He withdrew abruptly, lest we might be seen conferring together, and left me to my own anxious and bewildering reflections. My heart beat wildly and my head grew giddy with hope and the anticipation of baffling my captors and tormentors, for I viewed Lieutenant Cranky and the crew of his white slave ship as both.
A haze was fortunately setting over the water—I say fortunately for me, as the long clear twilight of June might have made my projected escape a perilous experiment. This haze rendered the approaching night more dusky, and compelled Mr. Cranky to take sail off the cutter.
His boatswain, a weather-beaten old salt, who knew all the dangerous shoals they were among, as if they were his own patrimony, now took the wheel, and I saw his iron frame planted firmly on the deck, while the red glare of the binnacle-lamps shone on his nut-brown visage, his bearded chin, and bare brawny throat, as he fixed his eyes in succession on the compass, the cutter's sails, the rising light of Sandridge, and a single star that twinkled alternately on each side of the topmast, above the cross-trees.
Close by, stood his crusty commander, wearing a tarpaulin hat and coarse pea-jacket, watching intently the compass-box with his solitary but fiery orb, to see how the cutter headed, and uttering from time to time deep growls of satisfaction, as his old shipmate, with unerring hand, kept her full and steady.
"If this wind holds," said he, "in an hour we shall be past Sandridge Light—it rises fast—and then we shall be out of this infernal shoal-water. What a devil of a bubble it kicks up under the counter!"
In an hour then, thought I, my fate will have been decided; I shall be drowned or free!
So cloudy or hazy had the sky become, that I was not without the most cheering hope of achieving an escape. The waves had become black as ink, though flecked with sandy foam, as they went in long and crested rollers over the shoaly ridges. I could nowhere see the land; but I cared not for that—the beacon light was my guiding star, and the bourne of all my present hopes!
The cutter was running towards it, close hauled on the larboard tack, and I soon made out the beacon to be a huge octagonal edifice of timber, planked, tarred, and pitched, like a ship's side, and placed upon a long ridge of sand, from which it rose on piers of wood and iron, inserted deeply in a submerged rock. I discovered all this by a night-glass, through which the old quartermaster, with wonderful condescension, permitted me to peep for a moment. I then crept away; and after securing a strong line to one of the starboard swivel-guns, coiled up the slack of it, and lay down close by, pretending to be asleep, till the tender altered her course, which was to be my signal for starting.

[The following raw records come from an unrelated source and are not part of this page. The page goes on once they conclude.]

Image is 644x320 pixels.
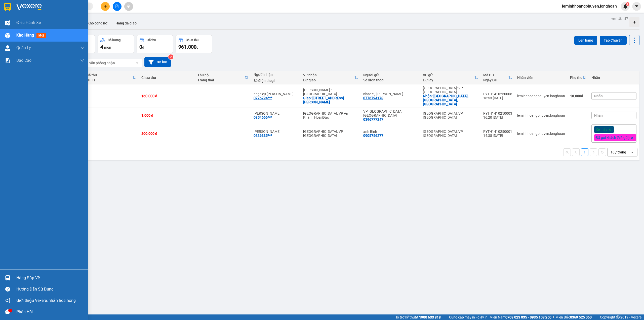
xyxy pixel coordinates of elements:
[178,44,196,50] span: 961.000
[107,38,120,42] div: Số lượng
[5,275,10,280] img: warehouse-icon
[5,58,10,63] img: solution-icon
[303,78,354,82] div: ĐC giao
[626,2,629,6] sup: 1
[594,94,603,98] span: Nhãn
[611,16,628,21] div: ver 1.8.147
[196,45,199,49] span: đ
[303,73,354,77] div: VP nhận
[104,45,111,49] span: món
[423,86,478,94] div: [GEOGRAPHIC_DATA]: VP [GEOGRAPHIC_DATA]
[5,298,10,303] span: notification
[574,36,597,45] button: Lên hàng
[137,35,173,53] button: Đã thu0đ
[627,2,628,6] span: 1
[253,92,298,96] div: nhạc cụ trần huy
[420,71,480,84] th: Toggle SortBy
[16,308,84,316] div: Phản hồi
[16,45,31,51] span: Quản Lý
[16,274,84,281] div: Hàng sắp về
[195,71,251,84] th: Toggle SortBy
[84,17,111,29] button: Kho công nợ
[581,148,588,156] button: 1
[423,111,478,120] div: [GEOGRAPHIC_DATA]: VP [GEOGRAPHIC_DATA]
[253,111,298,115] div: Hr Bảo An
[505,315,551,319] strong: 0708 023 035 - 0935 103 250
[483,73,508,77] div: Mã GD
[449,315,488,320] span: Cung cấp máy in - giấy in:
[36,33,46,38] span: mới
[146,38,156,42] div: Đã thu
[419,315,441,319] strong: 1900 633 818
[16,20,41,26] span: Điều hành xe
[623,4,628,9] img: icon-new-feature
[629,17,639,27] div: Tạo kho hàng mới
[80,46,84,50] span: down
[595,315,596,320] span: |
[80,60,115,66] div: Chọn văn phòng nhận
[5,20,10,26] img: warehouse-icon
[101,2,110,11] button: plus
[301,71,361,84] th: Toggle SortBy
[16,285,84,293] div: Hướng dẫn sử dụng
[303,111,358,120] div: [GEOGRAPHIC_DATA]: VP An Khánh Hoài Đức
[113,2,122,11] button: file-add
[139,44,142,50] span: 0
[197,78,245,82] div: Trạng thái
[489,315,551,320] span: Miền Nam
[594,114,603,117] span: Nhãn
[111,17,141,29] button: Hàng đã giao
[483,111,512,115] div: PYTH1410250003
[142,114,193,117] div: 1.000 đ
[483,115,512,120] div: 16:20 [DATE]
[253,73,298,77] div: Người nhận
[100,44,103,50] span: 4
[517,114,565,117] div: leminhhoangphuyen.longhoan
[363,129,418,134] div: anh Bình
[115,4,119,8] span: file-add
[363,117,383,121] div: 0396777247
[423,129,478,137] div: [GEOGRAPHIC_DATA]: VP [GEOGRAPHIC_DATA]
[142,45,144,49] span: đ
[142,76,193,79] div: Chưa thu
[570,94,583,98] strong: 10.000 đ
[591,76,636,79] div: Nhãn
[610,149,626,155] div: 10 / trang
[86,78,132,82] div: HTTT
[253,79,298,83] div: Số điện thoại
[596,135,629,140] span: Đã gọi khách (VP gửi)
[616,315,620,319] span: copyright
[135,61,139,65] svg: open
[303,129,358,137] div: [GEOGRAPHIC_DATA]: VP [GEOGRAPHIC_DATA]
[363,134,383,137] div: 0905756277
[558,3,621,9] span: leminhhoangphuyen.longhoan
[483,134,512,137] div: 14:38 [DATE]
[5,33,10,38] img: warehouse-icon
[363,73,418,77] div: Người gửi
[444,315,445,320] span: |
[363,96,383,100] div: 0776794178
[423,78,474,82] div: ĐC lấy
[423,73,474,77] div: VP gửi
[634,4,639,9] span: caret-down
[600,36,627,45] button: Tạo Chuyến
[142,131,193,135] div: 800.000 đ
[552,316,554,318] span: ⚪️
[5,45,10,51] img: warehouse-icon
[4,3,11,11] img: logo-vxr
[303,88,358,96] div: [PERSON_NAME] : [GEOGRAPHIC_DATA]
[16,33,34,37] span: Kho hàng
[104,4,107,8] span: plus
[142,94,193,98] div: 160.000 đ
[186,38,199,42] div: Chưa thu
[124,2,133,11] button: aim
[5,309,10,314] span: message
[197,73,245,77] div: Thu hộ
[5,287,10,291] span: question-circle
[127,4,130,8] span: aim
[483,78,508,82] div: Ngày ĐH
[423,94,478,106] div: Nhận: đông bình, hòa an, phú hòa
[394,315,441,320] span: Hỗ trợ kỹ thuật:
[363,92,418,96] div: nhạc cụ trần huy
[570,315,591,319] strong: 0369 525 060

In about a quarter of an hour—a quarter that seemed like an age to me—I heard Mr. Cranky hoarsely give the orders requisite for putting the Tartar about. The wheel was sharply revolved, the gaff topsail flapped heavily, and still more heavily did the immense boom swing round as it was jibed, and the smart cutter, when her square sail yard was braced sharp up, fell off on the other tack. At that moment, when all was hubbub and noise—bracing and hauling and coiling up ropes—I grasped my line, and slid noiselessly, and feet-foremost, into the sea! I instantly let go the rope, with a prayer of thankfulness on my lips, as if, in doing so, I was leaving for ever the place of my captivity.

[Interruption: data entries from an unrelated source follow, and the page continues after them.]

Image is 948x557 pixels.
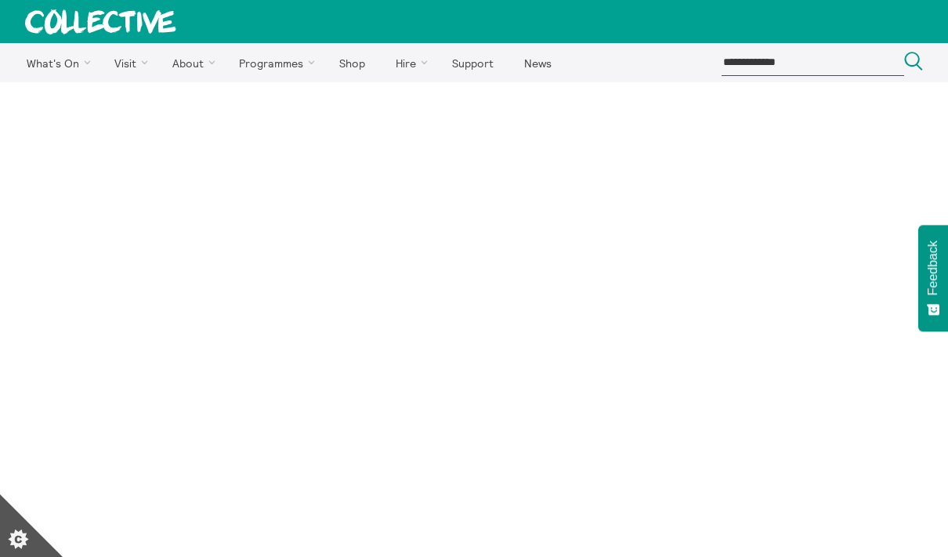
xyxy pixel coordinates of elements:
a: News [510,43,565,82]
a: Visit [101,43,156,82]
a: Hire [383,43,436,82]
button: Feedback - Show survey [919,225,948,332]
a: Shop [325,43,379,82]
a: About [158,43,223,82]
a: Support [438,43,507,82]
a: What's On [13,43,98,82]
span: Feedback [927,241,941,296]
a: Programmes [226,43,323,82]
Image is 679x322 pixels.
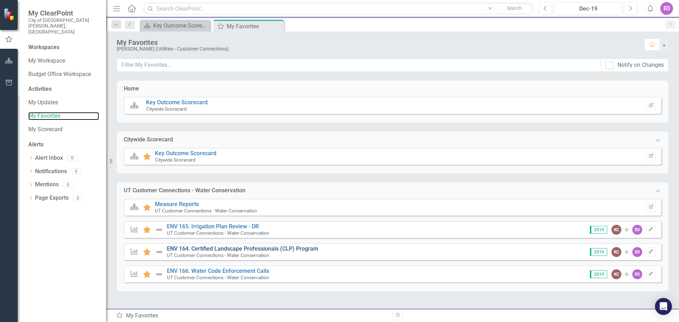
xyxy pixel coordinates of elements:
[612,247,621,257] div: KC
[124,85,139,93] div: Home
[72,195,83,201] div: 0
[660,2,673,15] button: EO
[28,17,99,35] small: City of [GEOGRAPHIC_DATA][PERSON_NAME], [GEOGRAPHIC_DATA]
[28,141,99,149] div: Alerts
[167,245,318,252] a: ENV 164. Certified Landscape Professionals (CLP) Program
[124,136,173,144] div: Citywide Scorecard
[167,223,259,230] a: ENV 165. Irrigation Plan Review - DR
[618,61,664,69] div: Notify on Changes
[28,57,99,65] a: My Workspace
[146,99,208,106] a: Key Outcome Scorecard
[155,226,163,234] img: Not Defined
[655,298,672,315] div: Open Intercom Messenger
[35,194,69,202] a: Page Exports
[28,9,99,17] span: My ClearPoint
[612,225,621,235] div: KC
[590,248,607,256] span: 2019
[116,312,387,320] div: My Favorites
[155,208,257,214] small: UT Customer Connections - Water Conservation
[35,154,63,162] a: Alert Inbox
[117,39,637,46] div: My Favorites
[28,112,99,120] a: My Favorites
[646,101,656,110] button: Set Home Page
[155,201,199,208] a: Measure Reports
[28,85,99,93] div: Activities
[28,70,99,79] a: Budget Office Workspace
[227,22,282,31] div: My Favorites
[167,268,269,274] a: ENV 166. Water Code Enforcement Calls
[167,253,269,258] small: UT Customer Connections - Water Conservation
[35,181,59,189] a: Mentions
[141,21,209,30] a: Key Outcome Scorecard
[143,2,534,15] input: Search ClearPoint...
[497,4,532,13] button: Search
[35,168,67,176] a: Notifications
[117,46,637,52] div: [PERSON_NAME] (Utilities - Customer Connections)
[155,150,216,157] a: Key Outcome Scorecard
[554,2,622,15] button: Dec-19
[155,270,163,279] img: Not Defined
[167,275,269,281] small: UT Customer Connections - Water Conservation
[117,59,601,72] input: Filter My Favorites...
[632,225,642,235] div: EO
[4,8,16,21] img: ClearPoint Strategy
[62,182,74,188] div: 0
[167,230,269,236] small: UT Customer Connections - Water Conservation
[590,271,607,278] span: 2019
[632,270,642,279] div: EO
[155,248,163,256] img: Not Defined
[612,270,621,279] div: KC
[28,44,59,52] div: Workspaces
[146,106,187,112] small: Citywide Scorecard
[155,157,196,163] small: Citywide Scorecard
[70,168,82,174] div: 0
[28,99,99,107] a: My Updates
[67,155,78,161] div: 0
[28,126,99,134] a: My Scorecard
[557,5,620,13] div: Dec-19
[507,5,522,11] span: Search
[632,247,642,257] div: EO
[590,226,607,234] span: 2019
[153,21,209,30] div: Key Outcome Scorecard
[124,187,245,195] div: UT Customer Connections - Water Conservation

I felt myself borne along with the cutter, and pressed against her side for some seconds; and it was only by exerting all the strength with which despair induced me that I was enabled, by striking out vigorously, to release myself from this strange influence, by which, in the water, a greater body always attracts the lesser. Then I lay still, floating, and scarcely daring to breathe, as the cutter passed me; anon I struck out, as Jack Joyce advised, "boldly and steadily," for the beacon, the three lights of which cast three long and tremulous lines of radiance over the frothy shoal water that rolled around it.